Tier 2 — Sensor Layer (structured summaries)
Pre-computed summaries that let the model focus on judgment instead of re-discovering patterns:
| Sensor | What It Produces | Token Saving |
|--------|------------------|--------------|
| visualPatterns | Groups elements by style fingerprint per category (button, link, input, heading) | Replaces N element dumps with M pattern groups |
| componentCensus | Tag/role counts + orphan cursor:pointer elements with no handler | Replaces grep across pages |
| interactionMap | Handler coverage — which interactive-looking elements actually have handlers | Pre-computed from handler detection |
| contrast | WCAG pass/fail grouped, only failures listed | Model skips passing elements |
| navigation | Link structure with depth and counts | Replaces reading Sidebar.tsx |
| semanticState | Wraps existing semantic classifier: page intent, states, available actions | Summary form |
| oneLiners | 5-second scannable summary lines | Read first, then drill down |
Access in scanResult.sensors. Get summaries-only (cuts ~60% tokens):
ibr scan http://localhost:3000 --output summaryHydration Waiting
SPAs (Next.js, React, Vue) often render after networkidle fires. IBR's waitForHydration() runs after network idle:
- Fast-path marker detection:
window.__NEXT_DATA__, React DevTools hook,#__next/#rootpopulation - AX tree fingerprint polling until stable for 500ms with at least one interactive element
- Settle time (200ms default) to absorb async effects
This eliminates the common "0 elements" result on modern SPAs.

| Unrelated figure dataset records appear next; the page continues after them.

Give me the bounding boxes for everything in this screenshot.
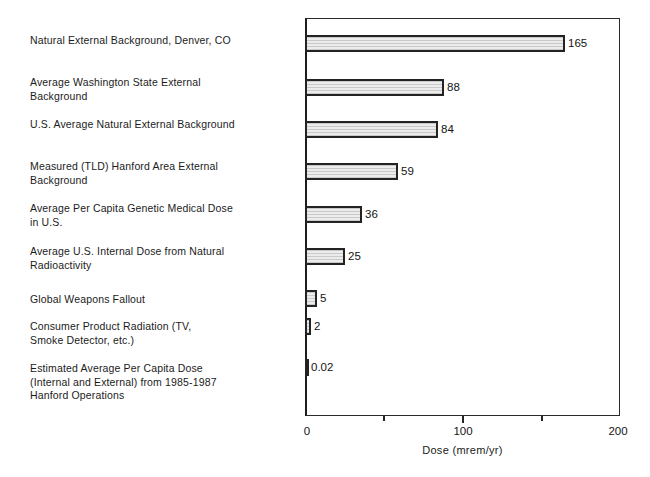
x-tick-label-0: 0 <box>304 424 310 438</box>
bar-7[interactable] <box>305 318 311 335</box>
bar-value-4: 36 <box>365 207 378 222</box>
bar-value-5: 25 <box>348 249 361 264</box>
category-label-7: Consumer Product Radiation (TV, Smoke De… <box>30 320 292 347</box>
bar-value-8: 0.02 <box>311 360 333 375</box>
bar-2[interactable] <box>305 121 438 138</box>
category-label-3: Measured (TLD) Hanford Area External Bac… <box>30 160 292 187</box>
x-axis-tick-labels: 0 100 200 <box>305 424 620 440</box>
category-label-2: U.S. Average Natural External Background <box>30 118 292 132</box>
x-tick-label-100: 100 <box>453 424 472 438</box>
bar-value-1: 88 <box>447 80 460 95</box>
bar-value-3: 59 <box>401 164 414 179</box>
category-label-5: Average U.S. Internal Dose from Natural … <box>30 245 292 272</box>
category-label-6: Global Weapons Fallout <box>30 293 292 307</box>
bar-6[interactable] <box>305 290 317 307</box>
x-axis-ticks <box>305 416 620 423</box>
bar-value-7: 2 <box>314 319 320 334</box>
bar-value-2: 84 <box>441 122 454 137</box>
x-tick-minor-50 <box>383 416 385 421</box>
bars-layer: 165 88 84 59 36 25 5 2 <box>305 18 620 416</box>
x-tick-minor-150 <box>541 416 543 421</box>
bar-0[interactable] <box>305 35 565 52</box>
category-label-1: Average Washington State External Backgr… <box>30 76 292 103</box>
bar-4[interactable] <box>305 206 362 223</box>
category-label-8: Estimated Average Per Capita Dose (Inter… <box>30 362 292 403</box>
bar-5[interactable] <box>305 248 345 265</box>
bar-8[interactable] <box>305 359 309 376</box>
bar-3[interactable] <box>305 163 398 180</box>
category-label-4: Average Per Capita Genetic Medical Dose … <box>30 202 292 229</box>
bar-1[interactable] <box>305 79 444 96</box>
category-label-0: Natural External Background, Denver, CO <box>30 34 292 48</box>
bar-value-6: 5 <box>320 291 326 306</box>
x-axis-title: Dose (mrem/yr) <box>305 444 620 456</box>
bar-chart-figure: Natural External Background, Denver, CO … <box>0 0 650 477</box>
x-tick-label-200: 200 <box>608 424 627 438</box>
x-tick-major-100 <box>462 416 464 423</box>
category-label-column: Natural External Background, Denver, CO … <box>0 0 300 420</box>
bar-value-0: 165 <box>568 36 587 51</box>
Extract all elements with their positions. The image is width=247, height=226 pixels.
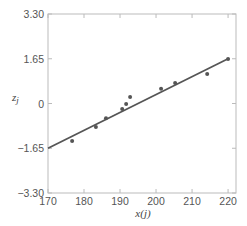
data-point <box>124 102 128 106</box>
chart: 170180190200210220 3.301.650−1.65−3.30 x… <box>0 0 247 226</box>
y-tick-label: −1.65 <box>17 142 44 154</box>
y-tick-label: −3.30 <box>17 187 44 199</box>
regression-line <box>48 59 228 149</box>
y-tick-label: 3.30 <box>24 8 45 20</box>
data-point <box>159 87 163 91</box>
y-axis-label: zj <box>11 91 19 105</box>
plot-frame <box>48 14 236 193</box>
x-tick-label: 190 <box>111 195 129 207</box>
fitted-line <box>48 59 228 149</box>
data-point <box>104 116 108 120</box>
y-axis-label-subscript: j <box>15 95 19 105</box>
data-point <box>205 72 209 76</box>
x-axis-ticks: 170180190200210220 <box>39 14 237 207</box>
data-point <box>226 57 230 61</box>
x-tick-label: 200 <box>147 195 165 207</box>
y-tick-label: 0 <box>38 98 44 110</box>
x-tick-label: 220 <box>219 195 237 207</box>
data-point <box>173 81 177 85</box>
data-point <box>120 107 124 111</box>
x-tick-label: 180 <box>75 195 93 207</box>
data-point <box>70 139 74 143</box>
x-tick-label: 210 <box>183 195 201 207</box>
data-point <box>128 95 132 99</box>
x-axis-label: x(j) <box>134 207 151 220</box>
y-tick-label: 1.65 <box>24 53 45 65</box>
plot-border <box>48 14 236 193</box>
data-point <box>94 125 98 129</box>
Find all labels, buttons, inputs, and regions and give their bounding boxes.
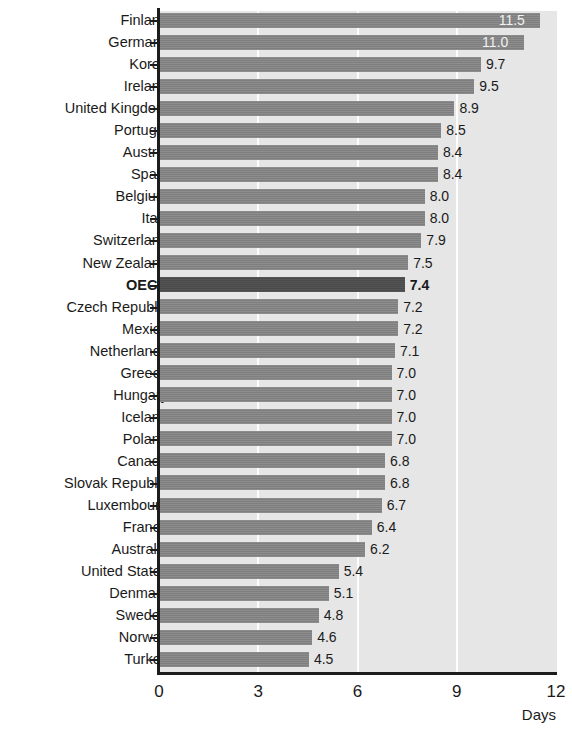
bar-row: Switzerland7.9 bbox=[0, 231, 572, 253]
bar-row: Slovak Republic6.8 bbox=[0, 474, 572, 496]
bar-value-label: 11.5 bbox=[499, 12, 525, 28]
bar-row: Poland7.0 bbox=[0, 430, 572, 452]
category-label: New Zealand bbox=[0, 255, 168, 272]
x-tick-label: 0 bbox=[129, 682, 189, 702]
y-axis-tick bbox=[150, 86, 159, 88]
category-label: Korea bbox=[0, 56, 168, 73]
y-axis-tick bbox=[150, 20, 159, 22]
x-tick-label: 9 bbox=[427, 682, 487, 702]
bar-value-label: 7.0 bbox=[397, 409, 416, 425]
y-axis-tick bbox=[150, 152, 159, 154]
bar-row: Iceland7.0 bbox=[0, 408, 572, 430]
bar bbox=[160, 431, 392, 446]
bar-value-label: 6.7 bbox=[387, 497, 406, 513]
bar-row: Denmark5.1 bbox=[0, 584, 572, 606]
y-axis-tick bbox=[150, 42, 159, 44]
bar-row: Czech Republic7.2 bbox=[0, 298, 572, 320]
bar-row: Finland11.5 bbox=[0, 11, 572, 33]
bar-value-label: 8.4 bbox=[443, 166, 462, 182]
bar-value-label: 7.9 bbox=[426, 232, 445, 248]
category-label: Canada bbox=[0, 453, 168, 470]
bar bbox=[160, 13, 540, 28]
bar bbox=[160, 35, 524, 50]
bar bbox=[160, 652, 309, 667]
bar-row: United Kingdom8.9 bbox=[0, 99, 572, 121]
bar-value-label: 4.8 bbox=[324, 607, 343, 623]
bar-value-label: 7.0 bbox=[397, 431, 416, 447]
y-axis-tick bbox=[150, 439, 159, 441]
category-label: France bbox=[0, 519, 168, 536]
category-label: United States bbox=[0, 563, 168, 580]
y-axis-tick bbox=[150, 417, 159, 419]
bar-row: Greece7.0 bbox=[0, 364, 572, 386]
bar-value-label: 8.0 bbox=[430, 210, 449, 226]
bar-row: Belgium8.0 bbox=[0, 187, 572, 209]
category-label: OECD bbox=[0, 277, 168, 294]
category-label: United Kingdom bbox=[0, 100, 168, 117]
x-tick-label: 6 bbox=[328, 682, 388, 702]
category-label: Germany bbox=[0, 34, 168, 51]
bar-row: Canada6.8 bbox=[0, 452, 572, 474]
bar bbox=[160, 233, 421, 248]
category-label: Switzerland bbox=[0, 232, 168, 249]
y-axis-tick bbox=[150, 505, 159, 507]
category-label: Denmark bbox=[0, 585, 168, 602]
bar bbox=[160, 453, 385, 468]
bar-value-label: 7.4 bbox=[410, 277, 429, 293]
category-label: Austria bbox=[0, 144, 168, 161]
bar-row: Spain8.4 bbox=[0, 165, 572, 187]
y-axis-tick bbox=[150, 196, 159, 198]
y-axis-tick bbox=[150, 637, 159, 639]
bar-row: Korea9.7 bbox=[0, 55, 572, 77]
bar-row: Netherlands7.1 bbox=[0, 342, 572, 364]
y-axis-tick bbox=[150, 549, 159, 551]
bar bbox=[160, 586, 329, 601]
bar-value-label: 6.2 bbox=[370, 541, 389, 557]
bar bbox=[160, 608, 319, 623]
bar-row: Mexico7.2 bbox=[0, 320, 572, 342]
bar-row: Norway4.6 bbox=[0, 628, 572, 650]
category-label: Portugal bbox=[0, 122, 168, 139]
bar-value-label: 8.5 bbox=[446, 122, 465, 138]
y-axis-tick bbox=[150, 64, 159, 66]
bar bbox=[160, 542, 365, 557]
bar bbox=[160, 321, 398, 336]
bar bbox=[160, 189, 425, 204]
y-axis-tick bbox=[150, 307, 159, 309]
bar-row: Austria8.4 bbox=[0, 143, 572, 165]
bar-row: France6.4 bbox=[0, 518, 572, 540]
bar bbox=[160, 387, 392, 402]
bar bbox=[160, 211, 425, 226]
bar-row: Turkey4.5 bbox=[0, 650, 572, 672]
bar-row: Luxembourg6.7 bbox=[0, 496, 572, 518]
y-axis-tick bbox=[150, 615, 159, 617]
x-axis-line bbox=[157, 672, 557, 675]
bar-row: Germany11.0 bbox=[0, 33, 572, 55]
bar-row: Italy8.0 bbox=[0, 209, 572, 231]
bar-value-label: 8.9 bbox=[459, 100, 478, 116]
y-axis-tick bbox=[150, 593, 159, 595]
y-axis-tick bbox=[150, 130, 159, 132]
bar-value-label: 8.0 bbox=[430, 188, 449, 204]
chart-title bbox=[0, 0, 572, 5]
bar-row: United States5.4 bbox=[0, 562, 572, 584]
y-axis-tick bbox=[150, 483, 159, 485]
bar-value-label: 7.0 bbox=[397, 365, 416, 381]
category-label: Sweden bbox=[0, 607, 168, 624]
bar bbox=[160, 475, 385, 490]
y-axis-tick bbox=[150, 108, 159, 110]
y-axis-tick bbox=[150, 218, 159, 220]
bar-value-label: 7.1 bbox=[400, 343, 419, 359]
bar-rows: Finland11.5Germany11.0Korea9.7Ireland9.5… bbox=[0, 11, 572, 672]
category-label: Greece bbox=[0, 365, 168, 382]
y-axis-tick bbox=[150, 329, 159, 331]
category-label: Iceland bbox=[0, 409, 168, 426]
bar bbox=[160, 520, 372, 535]
y-axis-tick bbox=[150, 285, 159, 287]
bar-value-label: 4.6 bbox=[317, 629, 336, 645]
bar bbox=[160, 255, 408, 270]
bar-value-label: 7.2 bbox=[403, 321, 422, 337]
bar bbox=[160, 299, 398, 314]
category-label: Finland bbox=[0, 12, 168, 29]
bar-row: Portugal8.5 bbox=[0, 121, 572, 143]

Live Sessions with Auto-Capture
Sessions now auto-capture pre/post interaction by default:
ibr session start http://localhost:3000
ibr session interact --action click --target "Submit"
# Automatically: pre-scan baseline -> action -> URL change detection -> hydration wait -> post-scan -> surface console errors
ibr session closeEach ActionRecord includes:
navigated: boolean— did the click cause a URL change?urlBefore/urlAfteractionErrors: string[]— console errors that appeared during this action
Opt out with --no-auto-capture on session start.
Architecture
IBR runs on a custom CDP browser engine — direct Chrome DevTools Protocol over WebSocket. No Playwright, no Puppeteer, no heavyweight browser automation dependencies.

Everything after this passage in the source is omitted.